A Quote by Rufus Sewell

The reason I am unemployed for six months out of every year is because I have to turn down most of the films I'm offered. If I didn't, I'd only ever play a dark, satanic count on a horse.
I usually think about a play anywhere from six months to a year and a half before I sit down to write it out.
I am just a journeyman actor. Most often I take what's offered me, and I've been able to work year after year. I was in 'Scarface.' Some people think this must have done me a world of good. Truth to tell, six months after 'Scarface' I had to take a job with a real estate development friend for a few months just to get by.
I think most women these days can understand me juggling a career with being a mom because most of us do. I think I'm luckier than most because most women work nine to five and don't see their kids. I work six months a year or eight months a year.
You live these three months in this reality, in this dark reality, you don't want to do those films every year because they're taxing. I started smoking a lot of cigarettes.
You live these three months in this reality, in this dark reality. You don't want to do those films every year because they're taxing. I started smoking a lot of cigarettes.
I get butterflies before going out to ride every day, but they disappear as soon as I am on a horse, and I think that is the same for most jockeys. Then it is just down to you and the horse, and there is a certain freedom in that.
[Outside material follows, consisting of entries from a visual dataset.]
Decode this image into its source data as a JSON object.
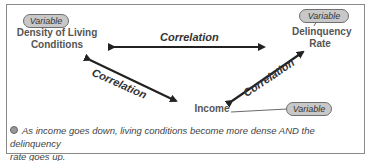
{
  "nodes": {
    "density": {
      "tag": "Variable",
      "label_line1": "Density of Living",
      "label_line2": "Conditions"
    },
    "delinquency": {
      "tag": "Variable",
      "label_line1": "Delinquency",
      "label_line2": "Rate"
    },
    "income": {
      "tag": "Variable",
      "label": "Income"
    }
  },
  "edges": {
    "top": "Correlation",
    "left": "Correlation",
    "right": "Correlation"
  },
  "note": {
    "line1": "As income goes down, living conditions become more dense AND the delinquency",
    "line2": "rate goes up."
  },
  "colors": {
    "pill_fill": "#c8c8c8",
    "arrow": "#222222",
    "border": "#8a8a8a"
  }
}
I met Ashley two weeks before I married him. It was a joke-the most ridiculous thing I've ever done. Once I was married, I didn't want to be a failure, so I stuck it out for six months, which was about six months too long.
I always wanted to play Marius in 'Les Miserables,' I actually got offered the role but I had to commit to do it for six months, and as that meant I wouldn't have been able to tour with McFly I turned it down.
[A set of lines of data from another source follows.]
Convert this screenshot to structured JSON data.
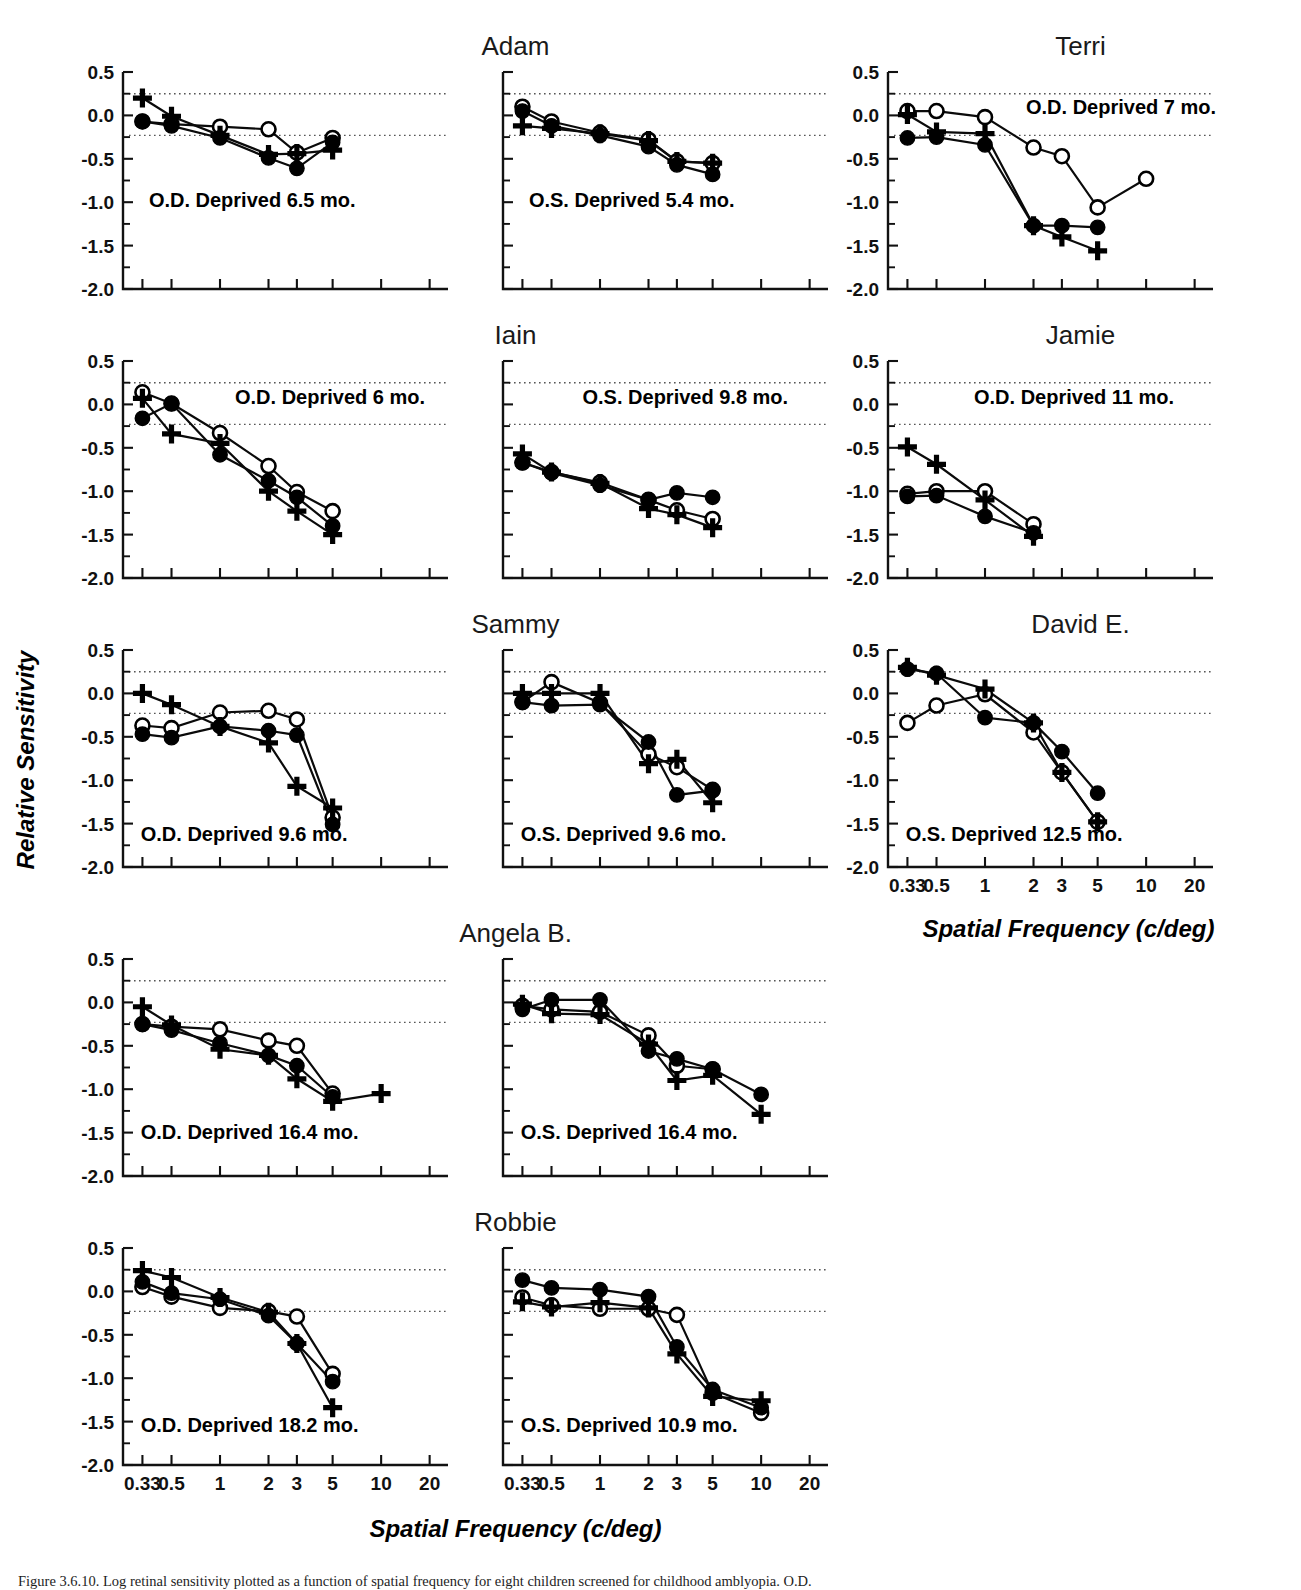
{
  "figure": {
    "axis_labels": {
      "x": "Spatial Frequency (c/deg)",
      "y": "Relative Sensitivity"
    },
    "caption": "Figure 3.6.10.  Log retinal sensitivity plotted as a function of spatial frequency for eight children screened for childhood amblyopia. O.D."
  },
  "chart_data": {
    "type": "line",
    "title": "",
    "xlabel": "Spatial Frequency (c/deg)",
    "ylabel": "Relative Sensitivity",
    "xscale": "log",
    "xlim": [
      0.25,
      26
    ],
    "ylim": [
      -2.0,
      0.5
    ],
    "yticks": [
      0.5,
      0.0,
      -0.5,
      -1.0,
      -1.5,
      -2.0
    ],
    "ytick_labels": [
      "0.5",
      "0.0",
      "-0.5",
      "-1.0",
      "-1.5",
      "-2.0"
    ],
    "xticks": [
      0.33,
      0.5,
      1,
      2,
      3,
      5,
      10,
      20
    ],
    "xtick_labels": [
      "0.33",
      "0.5",
      "1",
      "2",
      "3",
      "5",
      "10",
      "20"
    ],
    "grid": false,
    "reference_lines": [
      0.25,
      -0.23
    ],
    "legend_position": "none",
    "series_names": [
      "open-circle",
      "filled-circle",
      "plus"
    ],
    "panels": [
      {
        "subject": "Adam",
        "eye": "O.D.",
        "annotation": "O.D.  Deprived 6.5 mo.",
        "row": 0,
        "col": 0,
        "series": [
          {
            "name": "open-circle",
            "marker": "open-circle",
            "x": [
              0.33,
              0.5,
              1,
              2,
              3,
              5
            ],
            "y": [
              -0.07,
              -0.1,
              -0.13,
              -0.16,
              -0.43,
              -0.26
            ]
          },
          {
            "name": "filled-circle",
            "marker": "filled-circle",
            "x": [
              0.33,
              0.5,
              1,
              2,
              3,
              5
            ],
            "y": [
              -0.07,
              -0.12,
              -0.26,
              -0.49,
              -0.61,
              -0.31
            ]
          },
          {
            "name": "plus",
            "marker": "plus",
            "x": [
              0.33,
              0.5,
              1,
              2,
              3,
              5
            ],
            "y": [
              0.2,
              -0.01,
              -0.23,
              -0.45,
              -0.44,
              -0.4
            ]
          }
        ]
      },
      {
        "subject": "Adam",
        "eye": "O.S.",
        "annotation": "O.S.  Deprived 5.4 mo.",
        "row": 0,
        "col": 1,
        "series": [
          {
            "name": "open-circle",
            "marker": "open-circle",
            "x": [
              0.33,
              0.5,
              1,
              2,
              3,
              5
            ],
            "y": [
              0.1,
              -0.07,
              -0.2,
              -0.28,
              -0.53,
              -0.55
            ]
          },
          {
            "name": "filled-circle",
            "marker": "filled-circle",
            "x": [
              0.33,
              0.5,
              1,
              2,
              3,
              5
            ],
            "y": [
              0.05,
              -0.12,
              -0.23,
              -0.36,
              -0.57,
              -0.68
            ]
          },
          {
            "name": "plus",
            "marker": "plus",
            "x": [
              0.33,
              0.5,
              1,
              2,
              3,
              5
            ],
            "y": [
              -0.12,
              -0.15,
              -0.21,
              -0.29,
              -0.53,
              -0.55
            ]
          }
        ]
      },
      {
        "subject": "Terri",
        "eye": "O.D.",
        "annotation": "O.D. Deprived 7 mo.",
        "row": 0,
        "col": 2,
        "series": [
          {
            "name": "open-circle",
            "marker": "open-circle",
            "x": [
              0.33,
              0.5,
              1,
              2,
              3,
              5,
              10
            ],
            "y": [
              0.05,
              0.05,
              -0.02,
              -0.37,
              -0.47,
              -1.06,
              -0.73
            ]
          },
          {
            "name": "filled-circle",
            "marker": "filled-circle",
            "x": [
              0.33,
              0.5,
              1,
              2,
              3,
              5
            ],
            "y": [
              -0.26,
              -0.25,
              -0.34,
              -1.27,
              -1.27,
              -1.29
            ]
          },
          {
            "name": "plus",
            "marker": "plus",
            "x": [
              0.33,
              0.5,
              1,
              2,
              3,
              5
            ],
            "y": [
              0.01,
              -0.19,
              -0.21,
              -1.27,
              -1.4,
              -1.56
            ]
          }
        ]
      },
      {
        "subject": "Iain",
        "eye": "O.D.",
        "annotation": "O.D. Deprived 6 mo.",
        "row": 1,
        "col": 0,
        "series": [
          {
            "name": "open-circle",
            "marker": "open-circle",
            "x": [
              0.33,
              0.5,
              1,
              2,
              3,
              5
            ],
            "y": [
              0.14,
              0.01,
              -0.33,
              -0.71,
              -1.01,
              -1.23
            ]
          },
          {
            "name": "filled-circle",
            "marker": "filled-circle",
            "x": [
              0.33,
              0.5,
              1,
              2,
              3,
              5
            ],
            "y": [
              -0.16,
              0.01,
              -0.58,
              -0.88,
              -1.07,
              -1.4
            ]
          },
          {
            "name": "plus",
            "marker": "plus",
            "x": [
              0.33,
              0.5,
              1,
              2,
              3,
              5
            ],
            "y": [
              0.07,
              -0.34,
              -0.45,
              -1.0,
              -1.23,
              -1.5
            ]
          }
        ]
      },
      {
        "subject": "Iain",
        "eye": "O.S.",
        "annotation": "O.S. Deprived 9.8 mo.",
        "row": 1,
        "col": 1,
        "series": [
          {
            "name": "open-circle",
            "marker": "open-circle",
            "x": [
              0.33,
              0.5,
              1,
              2,
              3,
              5
            ],
            "y": [
              -0.67,
              -0.78,
              -0.9,
              -1.1,
              -1.22,
              -1.32
            ]
          },
          {
            "name": "filled-circle",
            "marker": "filled-circle",
            "x": [
              0.33,
              0.5,
              1,
              2,
              3,
              5
            ],
            "y": [
              -0.67,
              -0.79,
              -0.93,
              -1.1,
              -1.02,
              -1.07
            ]
          },
          {
            "name": "plus",
            "marker": "plus",
            "x": [
              0.33,
              0.5,
              1,
              2,
              3,
              5
            ],
            "y": [
              -0.57,
              -0.78,
              -0.91,
              -1.2,
              -1.27,
              -1.42
            ]
          }
        ]
      },
      {
        "subject": "Jamie",
        "eye": "O.D.",
        "annotation": "O.D.  Deprived 11 mo.",
        "row": 1,
        "col": 2,
        "series": [
          {
            "name": "open-circle",
            "marker": "open-circle",
            "x": [
              0.33,
              0.5,
              1,
              2
            ],
            "y": [
              -1.03,
              -1.0,
              -1.0,
              -1.38
            ]
          },
          {
            "name": "filled-circle",
            "marker": "filled-circle",
            "x": [
              0.33,
              0.5,
              1,
              2
            ],
            "y": [
              -1.06,
              -1.05,
              -1.29,
              -1.48
            ]
          },
          {
            "name": "plus",
            "marker": "plus",
            "x": [
              0.33,
              0.5,
              1,
              2
            ],
            "y": [
              -0.49,
              -0.69,
              -1.1,
              -1.52
            ]
          }
        ]
      },
      {
        "subject": "Sammy",
        "eye": "O.D.",
        "annotation": "O.D. Deprived 9.6 mo.",
        "row": 2,
        "col": 0,
        "series": [
          {
            "name": "open-circle",
            "marker": "open-circle",
            "x": [
              0.33,
              0.5,
              1,
              2,
              3,
              5
            ],
            "y": [
              -0.37,
              -0.4,
              -0.22,
              -0.2,
              -0.3,
              -1.43
            ]
          },
          {
            "name": "filled-circle",
            "marker": "filled-circle",
            "x": [
              0.33,
              0.5,
              1,
              2,
              3,
              5
            ],
            "y": [
              -0.47,
              -0.51,
              -0.38,
              -0.43,
              -0.48,
              -1.51
            ]
          },
          {
            "name": "plus",
            "marker": "plus",
            "x": [
              0.33,
              0.5,
              1,
              2,
              3,
              5
            ],
            "y": [
              0.0,
              -0.13,
              -0.38,
              -0.57,
              -1.07,
              -1.32
            ]
          }
        ]
      },
      {
        "subject": "Sammy",
        "eye": "O.S.",
        "annotation": "O.S. Deprived 9.6 mo.",
        "row": 2,
        "col": 1,
        "series": [
          {
            "name": "open-circle",
            "marker": "open-circle",
            "x": [
              0.33,
              0.5,
              1,
              2,
              3,
              5
            ],
            "y": [
              -0.1,
              0.13,
              -0.11,
              -0.7,
              -0.85,
              -1.11
            ]
          },
          {
            "name": "filled-circle",
            "marker": "filled-circle",
            "x": [
              0.33,
              0.5,
              1,
              2,
              3,
              5
            ],
            "y": [
              -0.1,
              -0.14,
              -0.13,
              -0.56,
              -1.17,
              -1.12
            ]
          },
          {
            "name": "plus",
            "marker": "plus",
            "x": [
              0.33,
              0.5,
              1,
              2,
              3,
              5
            ],
            "y": [
              0.0,
              0.0,
              0.0,
              -0.81,
              -0.76,
              -1.26
            ]
          }
        ]
      },
      {
        "subject": "David E.",
        "eye": "O.S.",
        "annotation": "O.S. Deprived 12.5 mo.",
        "row": 2,
        "col": 2,
        "series": [
          {
            "name": "open-circle",
            "marker": "open-circle",
            "x": [
              0.33,
              0.5,
              1,
              2,
              3,
              5
            ],
            "y": [
              -0.34,
              -0.14,
              -0.01,
              -0.45,
              -0.91,
              -1.48
            ]
          },
          {
            "name": "filled-circle",
            "marker": "filled-circle",
            "x": [
              0.33,
              0.5,
              1,
              2,
              3,
              5
            ],
            "y": [
              0.28,
              0.23,
              -0.28,
              -0.34,
              -0.67,
              -1.15
            ]
          },
          {
            "name": "plus",
            "marker": "plus",
            "x": [
              0.33,
              0.5,
              1,
              2,
              3,
              5
            ],
            "y": [
              0.3,
              0.21,
              0.05,
              -0.34,
              -0.91,
              -1.48
            ]
          }
        ]
      },
      {
        "subject": "Angela B.",
        "eye": "O.D.",
        "annotation": "O.D. Deprived 16.4 mo.",
        "row": 3,
        "col": 0,
        "series": [
          {
            "name": "open-circle",
            "marker": "open-circle",
            "x": [
              0.33,
              0.5,
              1,
              2,
              3,
              5
            ],
            "y": [
              -0.25,
              -0.28,
              -0.31,
              -0.44,
              -0.5,
              -1.05
            ]
          },
          {
            "name": "filled-circle",
            "marker": "filled-circle",
            "x": [
              0.33,
              0.5,
              1,
              2,
              3,
              5
            ],
            "y": [
              -0.25,
              -0.32,
              -0.47,
              -0.61,
              -0.73,
              -1.09
            ]
          },
          {
            "name": "plus",
            "marker": "plus",
            "x": [
              0.33,
              0.5,
              1,
              2,
              3,
              5,
              10
            ],
            "y": [
              -0.05,
              -0.26,
              -0.54,
              -0.61,
              -0.88,
              -1.14,
              -1.05
            ]
          }
        ]
      },
      {
        "subject": "Angela B.",
        "eye": "O.S.",
        "annotation": "O.S. Deprived 16.4 mo.",
        "row": 3,
        "col": 1,
        "series": [
          {
            "name": "open-circle",
            "marker": "open-circle",
            "x": [
              0.33,
              0.5,
              1,
              2,
              3,
              5
            ],
            "y": [
              -0.04,
              -0.08,
              -0.11,
              -0.38,
              -0.73,
              -0.77
            ]
          },
          {
            "name": "filled-circle",
            "marker": "filled-circle",
            "x": [
              0.33,
              0.5,
              1,
              2,
              3,
              5,
              10
            ],
            "y": [
              -0.08,
              0.03,
              0.03,
              -0.56,
              -0.65,
              -0.77,
              -1.06
            ]
          },
          {
            "name": "plus",
            "marker": "plus",
            "x": [
              0.33,
              0.5,
              1,
              2,
              3,
              5,
              10
            ],
            "y": [
              -0.02,
              -0.13,
              -0.14,
              -0.48,
              -0.9,
              -0.84,
              -1.29
            ]
          }
        ]
      },
      {
        "subject": "Robbie",
        "eye": "O.D.",
        "annotation": "O.D. Deprived  18.2 mo.",
        "row": 4,
        "col": 0,
        "series": [
          {
            "name": "open-circle",
            "marker": "open-circle",
            "x": [
              0.33,
              0.5,
              1,
              2,
              3,
              5
            ],
            "y": [
              0.05,
              -0.06,
              -0.19,
              -0.23,
              -0.29,
              -0.95
            ]
          },
          {
            "name": "filled-circle",
            "marker": "filled-circle",
            "x": [
              0.33,
              0.5,
              1,
              2,
              3,
              5
            ],
            "y": [
              0.11,
              -0.02,
              -0.09,
              -0.28,
              -0.6,
              -1.04
            ]
          },
          {
            "name": "plus",
            "marker": "plus",
            "x": [
              0.33,
              0.5,
              1,
              2,
              3,
              5
            ],
            "y": [
              0.24,
              0.16,
              -0.07,
              -0.24,
              -0.6,
              -1.34
            ]
          }
        ]
      },
      {
        "subject": "Robbie",
        "eye": "O.S.",
        "annotation": "O.S. Deprived  10.9 mo.",
        "row": 4,
        "col": 1,
        "series": [
          {
            "name": "open-circle",
            "marker": "open-circle",
            "x": [
              0.33,
              0.5,
              1,
              2,
              3,
              5,
              10
            ],
            "y": [
              -0.07,
              -0.16,
              -0.2,
              -0.2,
              -0.27,
              -1.17,
              -1.4
            ]
          },
          {
            "name": "filled-circle",
            "marker": "filled-circle",
            "x": [
              0.33,
              0.5,
              1,
              2,
              3,
              5,
              10
            ],
            "y": [
              0.13,
              0.04,
              0.02,
              -0.06,
              -0.64,
              -1.13,
              -1.34
            ]
          },
          {
            "name": "plus",
            "marker": "plus",
            "x": [
              0.33,
              0.5,
              1,
              2,
              3,
              5,
              10
            ],
            "y": [
              -0.12,
              -0.18,
              -0.13,
              -0.19,
              -0.72,
              -1.21,
              -1.26
            ]
          }
        ]
      }
    ]
  }
}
When you're unemployed for six months or a year, it is hard to qualify for a lease, so even the option of relocating to find a job is often off the table.
It is now the fall of my second year in Paris. I was sent here for a reason I have not yet been able to fathom. I have no money, no resources, no hopes. I am the happiest man alive. A year ago, six months ago, i thought I was an artist. I no longer think about it. I am. There are no more books to be written, thank God.
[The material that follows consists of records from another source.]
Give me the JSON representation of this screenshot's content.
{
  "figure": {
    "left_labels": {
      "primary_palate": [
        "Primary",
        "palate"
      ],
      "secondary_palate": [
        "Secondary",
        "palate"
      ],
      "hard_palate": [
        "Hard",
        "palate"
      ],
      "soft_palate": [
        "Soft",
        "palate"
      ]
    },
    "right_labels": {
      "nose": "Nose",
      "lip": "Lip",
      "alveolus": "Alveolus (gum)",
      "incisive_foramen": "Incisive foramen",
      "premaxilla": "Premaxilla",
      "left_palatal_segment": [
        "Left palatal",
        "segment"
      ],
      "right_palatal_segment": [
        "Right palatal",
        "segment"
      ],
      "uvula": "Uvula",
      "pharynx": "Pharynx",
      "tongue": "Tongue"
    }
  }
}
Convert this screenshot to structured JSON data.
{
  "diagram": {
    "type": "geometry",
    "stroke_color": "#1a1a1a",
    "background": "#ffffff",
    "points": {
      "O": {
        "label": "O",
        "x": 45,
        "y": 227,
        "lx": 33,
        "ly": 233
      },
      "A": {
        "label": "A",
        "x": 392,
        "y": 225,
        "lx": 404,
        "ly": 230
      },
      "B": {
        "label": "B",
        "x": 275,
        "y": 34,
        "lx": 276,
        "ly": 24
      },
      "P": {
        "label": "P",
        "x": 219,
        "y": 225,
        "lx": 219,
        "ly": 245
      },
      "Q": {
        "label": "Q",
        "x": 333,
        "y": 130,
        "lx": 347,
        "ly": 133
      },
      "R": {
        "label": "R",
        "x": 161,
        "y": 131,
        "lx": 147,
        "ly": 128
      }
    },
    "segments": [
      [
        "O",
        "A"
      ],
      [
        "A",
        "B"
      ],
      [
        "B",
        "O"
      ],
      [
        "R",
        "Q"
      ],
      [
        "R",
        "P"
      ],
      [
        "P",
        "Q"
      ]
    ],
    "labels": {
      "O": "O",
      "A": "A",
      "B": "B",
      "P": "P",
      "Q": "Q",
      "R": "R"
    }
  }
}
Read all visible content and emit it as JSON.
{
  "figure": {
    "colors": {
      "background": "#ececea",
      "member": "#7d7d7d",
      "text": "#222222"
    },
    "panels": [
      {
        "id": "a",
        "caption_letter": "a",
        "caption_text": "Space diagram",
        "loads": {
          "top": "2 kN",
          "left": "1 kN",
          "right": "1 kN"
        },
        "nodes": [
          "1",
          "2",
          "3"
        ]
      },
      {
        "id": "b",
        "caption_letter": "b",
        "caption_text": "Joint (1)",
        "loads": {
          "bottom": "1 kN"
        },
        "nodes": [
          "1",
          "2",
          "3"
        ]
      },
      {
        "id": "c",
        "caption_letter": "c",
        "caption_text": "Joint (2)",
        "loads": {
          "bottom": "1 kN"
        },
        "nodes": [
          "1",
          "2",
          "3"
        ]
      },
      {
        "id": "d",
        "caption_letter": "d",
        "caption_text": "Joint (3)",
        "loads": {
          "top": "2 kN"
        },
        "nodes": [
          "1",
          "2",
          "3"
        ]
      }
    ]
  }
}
When I look back at 2003, it was the best year I've ever had creatively: having 'Transatlanctism' and 'Give Up come' out in the course of six months. I'll never have another year like that.
I always say that I'm a filmmaker, not a factory. I don't have to churn out films every six months.
The average movie-goer in this country sees six films in a year. That's one every two months. What the studios are trying to do is make sure it's their movie.
Perhaps women are lied to more often because managers think they're not going to push back. If you're told, "We don't have the budget right now" and have no access to the budget to prove otherwise, there's not much you can do, but there's no reason why you can't ask if you can reassess in six months. Then, spend those six months chronicling every good thing you do so you return with a stack of data that proves you need that raise.
Generally, my notes and outlines comprise more words than my novels. I suppose that's one reason I'm a comparatively slow writer, something that has always bothered me given the fact that other authors can turn out a book every six months while I usually take about two years.
I'm not going to entertain something that took place not three months, not six months, not a year but two years ago. I'm not going to sit up here and say anything about it, whether I did or did not do it, because I don't want to beat a dead horse talking about it. It's not going to affect me any way, shape or fashion.